Conservative podcaster Katie Miller – wife of Mr. Trump’s Homeland Security Advisor Stephen Miller – recently made the case for solar energy on social media. Ms. Miller, a former aide to Elon Musk, has been publicly promoting solar energy and has noted that her former boss’s company, Tesla, produces solar panels. She has stated she does not have a paid partnership with the clean energy groups she sometimes cites.
“Solar is now the dominant source of new U.S. power capacity and is on track to surpass coal in total installed capacity before the end of 2026,” she wrote. “70 GW of new solar capacity is scheduled to come online in 2026–2027 → a 49% increase in operating solar capacity from the end of 2025.”
Ms. Conway, a pollster and former Trump senior political counselor, conducted a February 2026 poll of 1,000 registered voters in Arizona, Florida, Indiana, Ohio, and Texas, on behalf of the pro-solar advocacy group, American Energy First. Her findings: “Solar power enjoys broad, durable, and increasingly intense public support,” including among Trump voters.
Eight in 10 respondents agreed when asked if “solar energy should be used in the U.S. to strengthen and increase our energy supply?” Three-quarters of self-identified Trump voters agreed.
More than two-thirds of the new solar plants built over the past five years are in states that the Republican Party carried in 2024, including Texas, Indiana, Florida, Ohio, Arizona, Utah, and Arkansas, according to a report by Wood Mackenzie on behalf of the Solar Energy Industries Association.
Artificial intelligence is booming, “and if you look at where they are building data centers, it’s in red-state America,” says Mark Fleming, president and CEO of Conservatives for Clean Energy in Raleigh, North Carolina.

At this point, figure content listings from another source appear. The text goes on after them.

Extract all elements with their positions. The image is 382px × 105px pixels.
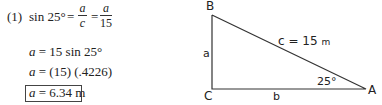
vertex-label-c: C <box>204 89 212 103</box>
triangle-shape <box>0 0 382 105</box>
side-label-b: b <box>273 90 280 103</box>
angle-label-a: 25° <box>317 75 337 88</box>
hypotenuse-length: c = 15 <box>278 34 318 48</box>
side-label-c: c = 15 m <box>278 34 330 48</box>
vertex-label-b: B <box>206 0 214 13</box>
side-label-a: a <box>203 47 210 60</box>
hypotenuse-unit: m <box>321 37 330 47</box>
vertex-label-a: A <box>368 83 376 97</box>
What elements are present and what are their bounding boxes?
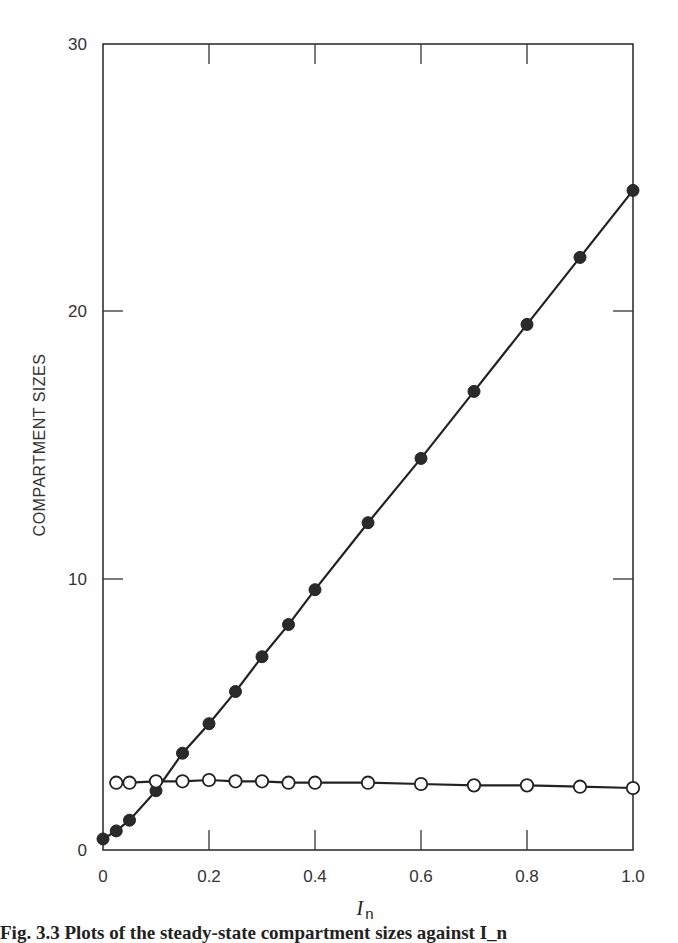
series-markers <box>97 184 639 845</box>
open-circle-marker <box>415 778 427 790</box>
chart: 0102030 00.20.40.60.81.0 COMPARTMENT SIZ… <box>0 0 678 943</box>
filled-circle-marker <box>468 385 480 397</box>
axes-box <box>103 44 633 850</box>
series-line <box>103 190 633 839</box>
y-axis-label: COMPARTMENT SIZES <box>31 354 48 537</box>
filled-circle-marker <box>574 251 586 263</box>
open-circle-marker <box>203 774 215 786</box>
x-tick-label: 0.4 <box>303 867 327 886</box>
filled-circle-marker <box>256 651 268 663</box>
x-tick-labels: 00.20.40.60.81.0 <box>98 867 645 886</box>
filled-circle-marker <box>124 814 136 826</box>
filled-circle-marker <box>203 718 215 730</box>
open-circle-marker <box>521 779 533 791</box>
open-circle-marker <box>176 775 188 787</box>
x-tick-label: 1.0 <box>621 867 645 886</box>
open-circle-marker <box>468 779 480 791</box>
y-tick-label: 0 <box>78 841 87 860</box>
x-tick-label: 0.6 <box>409 867 433 886</box>
y-tick-label: 30 <box>68 35 87 54</box>
open-circle-marker <box>229 775 241 787</box>
x-tick-label: 0 <box>98 867 107 886</box>
filled-circle-marker <box>309 584 321 596</box>
x-axis-label-main: I <box>355 897 364 919</box>
open-circle-marker <box>627 782 639 794</box>
plot-frame <box>103 44 633 850</box>
filled-circle-marker <box>521 318 533 330</box>
filled-circle-marker <box>177 747 189 759</box>
filled-circle-marker <box>415 452 427 464</box>
x-axis-label-sub: n <box>365 905 373 922</box>
y-tick-label: 20 <box>68 302 87 321</box>
filled-circle-marker <box>627 184 639 196</box>
x-tick-label: 0.8 <box>515 867 539 886</box>
open-circle-marker <box>256 775 268 787</box>
filled-circle-marker <box>362 517 374 529</box>
figure-caption: Fig. 3.3 Plots of the steady-state compa… <box>0 922 678 943</box>
series-lines <box>103 190 633 839</box>
x-axis-label: In <box>355 897 373 922</box>
y-tick-label: 10 <box>68 570 87 589</box>
x-tick-label: 0.2 <box>197 867 221 886</box>
open-circle-marker <box>282 776 294 788</box>
filled-circle-marker <box>110 825 122 837</box>
open-circle-marker <box>110 776 122 788</box>
open-circle-marker <box>574 781 586 793</box>
filled-circle-marker <box>97 833 109 845</box>
open-circle-marker <box>123 776 135 788</box>
open-circle-marker <box>362 776 374 788</box>
y-tick-labels: 0102030 <box>68 35 87 860</box>
axis-ticks <box>103 44 633 850</box>
open-circle-marker <box>150 775 162 787</box>
open-circle-marker <box>309 776 321 788</box>
filled-circle-marker <box>283 619 295 631</box>
filled-circle-marker <box>230 686 242 698</box>
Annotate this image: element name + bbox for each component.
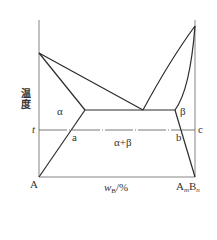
liquidus-left [39,53,143,110]
component-label-A: A [30,179,38,190]
temperature-t-label: t [32,124,35,135]
phase-label-beta: β [180,106,186,117]
solidus-alpha [39,53,85,110]
x-axis-label: wB/% [104,182,128,195]
solvus-alpha [39,110,85,177]
solvus-beta [175,110,195,177]
y-axis-label: 温度 [17,88,32,110]
component-label-AmBn: AmBn [176,181,200,194]
liquidus-right [143,26,195,110]
phase-label-alpha: α [57,106,63,117]
point-label-b: b [176,132,182,143]
point-label-c: c [198,124,203,135]
point-label-a: a [72,132,77,143]
solidus-beta [175,26,195,110]
phase-label-alpha-beta: α+β [114,137,132,148]
x-axis-unit: /% [116,181,128,193]
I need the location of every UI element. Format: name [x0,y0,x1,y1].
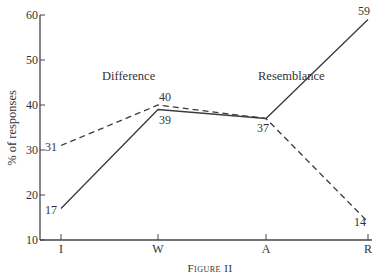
y-tick-label: 10 [26,233,38,247]
data-point-label: 59 [358,4,370,18]
data-point-label: 14 [354,215,366,229]
y-tick-label: 50 [26,53,38,67]
line-chart: 102030405060IWAR 17313940375914 % of res… [0,0,380,276]
figure-caption: FIGURE II [187,262,232,274]
y-tick-label: 60 [26,8,38,22]
data-point-label: 40 [159,90,171,104]
data-point-label: 37 [257,121,269,135]
data-point-label: 31 [45,140,57,154]
axes: 102030405060IWAR [26,8,372,256]
annotation-resemblance: Resemblance [258,69,325,83]
series-group [61,20,368,223]
x-tick-label: A [262,242,271,256]
x-tick-label: W [152,242,164,256]
y-axis-label: % of responses [5,90,19,166]
x-tick-label: I [59,242,63,256]
y-tick-label: 30 [26,143,38,157]
y-tick-label: 20 [26,188,38,202]
series-line-resemblance [61,20,368,209]
series-line-difference [61,105,368,222]
data-point-label: 17 [45,203,57,217]
x-tick-label: R [364,242,372,256]
annotation-difference: Difference [102,69,156,83]
y-tick-label: 40 [26,98,38,112]
point-labels: 17313940375914 [45,4,370,230]
data-point-label: 39 [159,113,171,127]
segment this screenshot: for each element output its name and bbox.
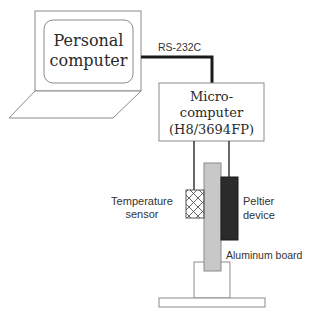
base-plate [159,298,265,307]
micro-label-line2: computer [180,105,244,120]
micro-label-line1: Micro- [190,89,233,104]
peltier-label-line1: Peltier [243,195,275,207]
micro-label-line3: (H8/3694FP) [169,122,254,137]
pc-label-line1: Personal [54,31,124,50]
rs232c-label: RS-232C [158,41,202,53]
peltier-label-line2: device [243,209,275,221]
experimental-setup-diagram: Personal computer RS-232C Micro- compute… [0,0,315,318]
pc-label-line2: computer [50,51,128,70]
laptop-computer: Personal computer [9,11,141,118]
temperature-sensor [186,190,204,218]
rs232c-cable [141,57,212,83]
microcomputer-box: Micro- computer (H8/3694FP) [159,83,264,141]
laptop-keyboard-base [9,91,141,118]
temperature-sensor-label-line2: sensor [125,208,158,220]
peltier-device [221,177,238,240]
aluminum-board-label: Aluminum board [226,249,303,261]
temperature-sensor-label-line1: Temperature [111,195,173,207]
aluminum-board [204,163,221,271]
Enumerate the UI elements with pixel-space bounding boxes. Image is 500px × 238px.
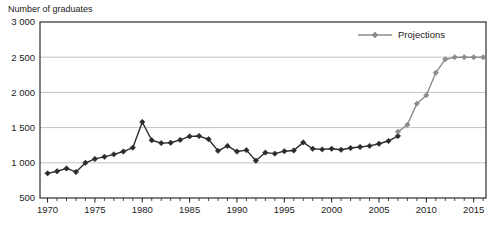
graduates-line-chart: Number of graduates 5001 0001 5002 0002 … [0,0,500,238]
data-point-2000 [329,146,334,151]
data-point-2015 [471,55,476,60]
data-point-2003 [357,144,362,149]
data-point-1971 [54,169,59,174]
y-tick-label-1500: 1 500 [11,122,35,133]
data-point-2006 [386,138,391,143]
data-point-1995 [282,148,287,153]
data-point-2001 [338,147,343,152]
legend-marker-projections [372,32,378,38]
data-point-1999 [319,147,324,152]
data-point-1976 [102,154,107,159]
x-tick-labels: 1970197519801985199019952000200520102015 [37,204,484,215]
data-point-1972 [64,166,69,171]
data-point-1980 [140,119,145,124]
y-tick-label-1000: 1 000 [11,157,35,168]
data-point-1979 [130,145,135,150]
data-point-2013 [452,55,457,60]
x-minor-ticks [48,198,484,203]
x-tick-label-1995: 1995 [274,204,295,215]
x-tick-label-2000: 2000 [321,204,342,215]
x-tick-label-1990: 1990 [226,204,247,215]
series-line-actual [48,122,398,173]
data-series [45,55,486,177]
y-tick-label-3000: 3 000 [11,16,35,27]
data-point-1978 [121,149,126,154]
y-tick-label-500: 500 [19,192,35,203]
data-point-1985 [187,134,192,139]
x-tick-label-1980: 1980 [132,204,153,215]
data-point-1994 [272,151,277,156]
data-point-2005 [376,141,381,146]
y-tick-labels: 5001 0001 5002 0002 5003 000 [11,16,35,203]
data-point-1975 [92,156,97,161]
data-point-1970 [45,171,50,176]
data-point-1984 [177,137,182,142]
data-point-1982 [159,140,164,145]
plot-border [40,22,486,198]
x-tick-label-2005: 2005 [368,204,389,215]
data-point-2016 [480,55,485,60]
x-tick-label-1985: 1985 [179,204,200,215]
x-tick-label-2015: 2015 [463,204,484,215]
y-tick-label-2500: 2 500 [11,52,35,63]
x-tick-label-2010: 2010 [416,204,437,215]
data-point-1983 [168,140,173,145]
legend-label-projections: Projections [398,29,445,40]
x-tick-label-1970: 1970 [37,204,58,215]
data-point-2004 [367,143,372,148]
y-tick-label-2000: 2 000 [11,87,35,98]
gridlines [40,57,486,163]
data-point-2002 [348,145,353,150]
x-tick-label-1975: 1975 [84,204,105,215]
data-point-1977 [111,152,116,157]
plot-frame [40,22,486,198]
data-point-1986 [196,133,201,138]
plot-area: 5001 0001 5002 0002 5003 000 19701975198… [0,0,500,238]
legend: Projections [358,29,445,40]
data-point-2014 [462,55,467,60]
data-point-1981 [149,138,154,143]
series-line-projections [398,57,483,132]
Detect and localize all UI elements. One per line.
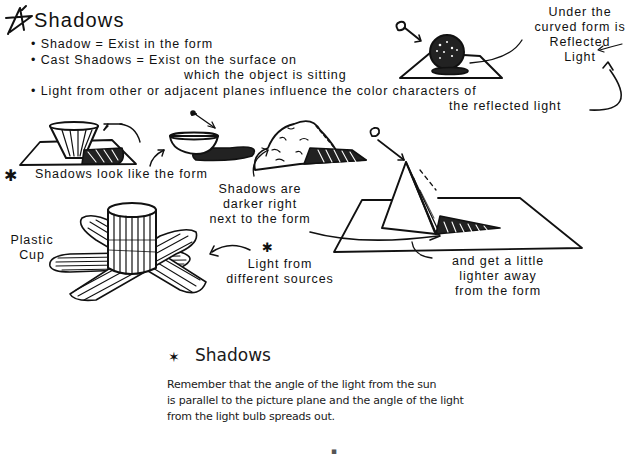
note-line: Light from (215, 257, 345, 272)
note-line: and get a little (438, 254, 558, 269)
darker-shadow-note: Shadows are darker right next to the for… (200, 182, 320, 227)
bullet-cast-shadow-definition: • Cast Shadows = Exist on the surface on (31, 53, 297, 67)
bullet-shadow-definition: • Shadow = Exist in the form (31, 37, 213, 51)
pyramid-sketch (310, 128, 582, 258)
plastic-cup-label: Plastic Cup (4, 233, 60, 263)
note-line: lighter away (438, 269, 558, 284)
note-line: curved form is (530, 20, 630, 35)
body-line: is parallel to the picture plane and the… (167, 393, 464, 409)
bullet-text: Light from other or adjacent planes infl… (41, 84, 477, 98)
top-title: Shadows (34, 9, 125, 32)
star-icon: ✱ (262, 240, 273, 255)
page-marker: ▪ (331, 446, 337, 456)
bottom-title: Shadows (195, 345, 271, 365)
cone-cup-sketch (20, 122, 140, 165)
rock-sketch (253, 121, 366, 176)
note-line: Light (530, 50, 630, 65)
reflected-light-note: Under the curved form is Reflected Light (530, 5, 630, 65)
note-line: Shadows are (200, 182, 320, 197)
light-sources-note: Light from different sources (215, 257, 345, 287)
bullet-cast-shadow-continuation: which the object is sitting (184, 68, 347, 82)
shadows-look-like-form-note: Shadows look like the form (35, 167, 208, 181)
title-star-icon (6, 6, 32, 34)
note-line: next to the form (200, 212, 320, 227)
note-line: darker right (200, 197, 320, 212)
bowl-sketch (150, 111, 254, 166)
note-line: Reflected (530, 35, 630, 50)
star-icon: ✶ (168, 349, 180, 365)
lighter-shadow-note: and get a little lighter away from the f… (438, 254, 558, 299)
bullet-text: Cast Shadows = Exist on the surface on (41, 53, 297, 67)
body-line: from the light bulb spreads out. (167, 409, 464, 425)
bullet-adjacent-planes: • Light from other or adjacent planes in… (31, 84, 477, 98)
bullet-adjacent-planes-continuation: the reflected light (449, 99, 561, 113)
star-icon: ✱ (4, 166, 17, 185)
note-line: from the form (438, 284, 558, 299)
bottom-body-text: Remember that the angle of the light fro… (167, 377, 464, 425)
bullet-text: Shadow = Exist in the form (41, 37, 213, 51)
note-line: different sources (215, 272, 345, 287)
label-line: Cup (4, 248, 60, 263)
note-line: Under the (530, 5, 630, 20)
label-line: Plastic (4, 233, 60, 248)
body-line: Remember that the angle of the light fro… (167, 377, 464, 393)
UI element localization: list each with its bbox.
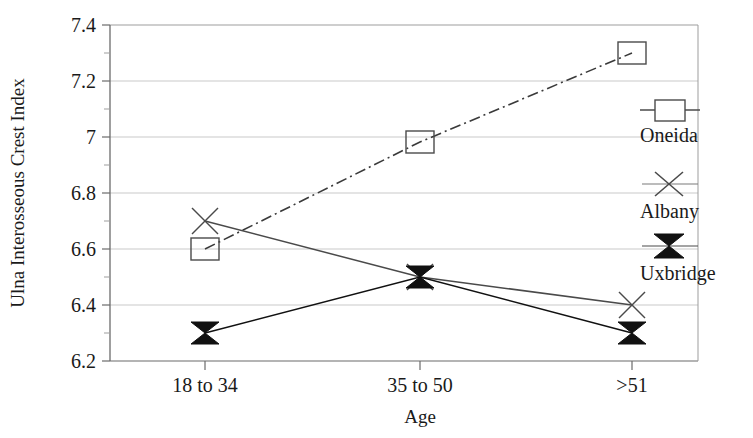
x-tick-label: >51 [616,374,647,396]
x-axis-title: Age [404,406,436,427]
y-tick-label: 7.2 [71,70,96,92]
open-square-icon [655,100,685,121]
legend-label-oneida: Oneida [640,124,698,146]
legend-label-uxbridge: Uxbridge [640,262,716,285]
line-chart: 7.4 7.2 7 6.8 6.6 6.4 6.2 Ulna Interosse… [0,0,753,438]
legend-label-albany: Albany [640,200,699,223]
x-tick-label: 18 to 34 [172,374,238,396]
y-axis-title: Ulna Interosseous Crest Index [7,78,28,308]
chart-figure: 7.4 7.2 7 6.8 6.6 6.4 6.2 Ulna Interosse… [0,0,753,438]
y-tick-label: 7.4 [71,14,96,36]
y-tick-label: 6.2 [71,350,96,372]
y-tick-label: 6.6 [71,238,96,260]
x-tick-label: 35 to 50 [387,374,453,396]
y-tick-label: 6.4 [71,294,96,316]
y-tick-label: 7 [86,126,96,148]
y-tick-label: 6.8 [71,182,96,204]
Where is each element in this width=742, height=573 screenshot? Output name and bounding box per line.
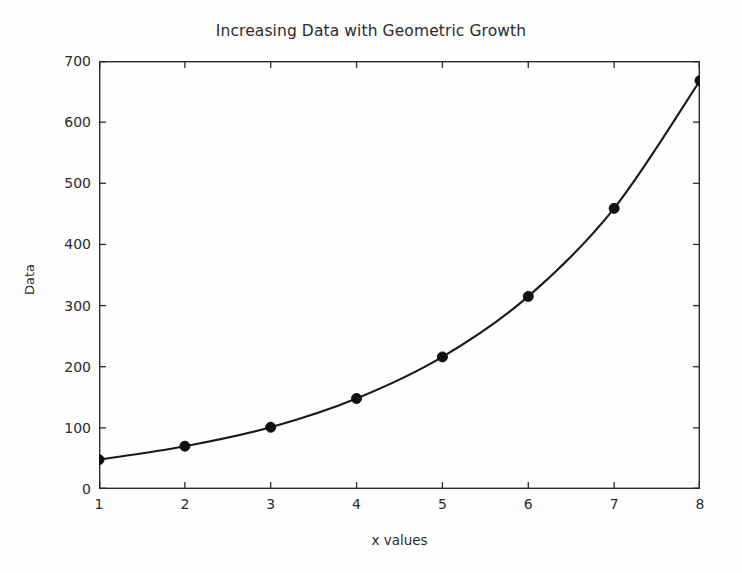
data-point-x7 xyxy=(609,203,619,213)
y-tick-label-700: 700 xyxy=(31,54,91,68)
x-tick-label-4: 4 xyxy=(337,497,377,511)
y-tick-label-300: 300 xyxy=(31,299,91,313)
y-tick-label-500: 500 xyxy=(31,176,91,190)
data-point-x6 xyxy=(523,291,533,301)
data-point-x5 xyxy=(437,352,447,362)
plot-area xyxy=(99,61,700,489)
x-axis-tick-labels: 12345678 xyxy=(99,497,700,517)
y-tick-label-100: 100 xyxy=(31,421,91,435)
axis-ticks xyxy=(99,61,700,489)
data-series-line xyxy=(99,81,700,460)
y-tick-label-200: 200 xyxy=(31,360,91,374)
data-point-x3 xyxy=(266,422,276,432)
data-point-x2 xyxy=(180,441,190,451)
x-axis-label: x values xyxy=(99,532,700,548)
y-tick-label-400: 400 xyxy=(31,237,91,251)
data-point-x4 xyxy=(352,394,362,404)
x-tick-label-3: 3 xyxy=(251,497,291,511)
x-tick-label-6: 6 xyxy=(508,497,548,511)
x-tick-label-5: 5 xyxy=(422,497,462,511)
series-path-data xyxy=(99,81,700,460)
chart-figure: Increasing Data with Geometric Growth Da… xyxy=(0,0,742,573)
x-tick-label-8: 8 xyxy=(680,497,720,511)
plot-svg xyxy=(99,61,700,489)
y-tick-label-600: 600 xyxy=(31,115,91,129)
data-point-x1 xyxy=(99,455,104,465)
y-tick-label-0: 0 xyxy=(31,482,91,496)
plot-frame xyxy=(100,62,700,489)
x-tick-label-7: 7 xyxy=(594,497,634,511)
y-axis-tick-labels: 0100200300400500600700 xyxy=(25,61,91,489)
data-point-markers xyxy=(99,76,700,465)
chart-title: Increasing Data with Geometric Growth xyxy=(0,22,742,40)
x-tick-label-1: 1 xyxy=(79,497,119,511)
data-point-x8 xyxy=(695,76,700,86)
x-tick-label-2: 2 xyxy=(165,497,205,511)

In the Carolinas, the combination of AI data centers and solar and wind farms has contributed to the property tax base. “It’s been a lifesaver for rural counties,” Mr. Fleming says, and that has brought more conservatives to the clean energy cause.
Neil Auerbach, founder and CEO of the Hudson Sustainable Group and senior adviser to the conservative-leaning American Conservation Coalition, says that ideologues on both sides of the aisle miss the point. America’s economic competitiveness depends on “abundant, affordable power today.”
“With the 2026 midterms approaching, the political stakes are clear. Voters will reward leaders who present credible solutions to keep the lights on and bills down,” Mr. Auerbach wrote in a recent opinion column. “Ideological purity, whether hostility toward fossil fuels or toward renewables, will not deliver affordable energy. An all of the above approach is not ideology; it is economic realism.”
Samantha Gross, director of the Energy Security and Climate Initiative at the Brookings Institution, says that whether you are worried about climate change or not, solar energy is a “one of the easiest and fastest ways to get power. That is one reason why the administration shouldn’t be rolling its eyes at solar power.”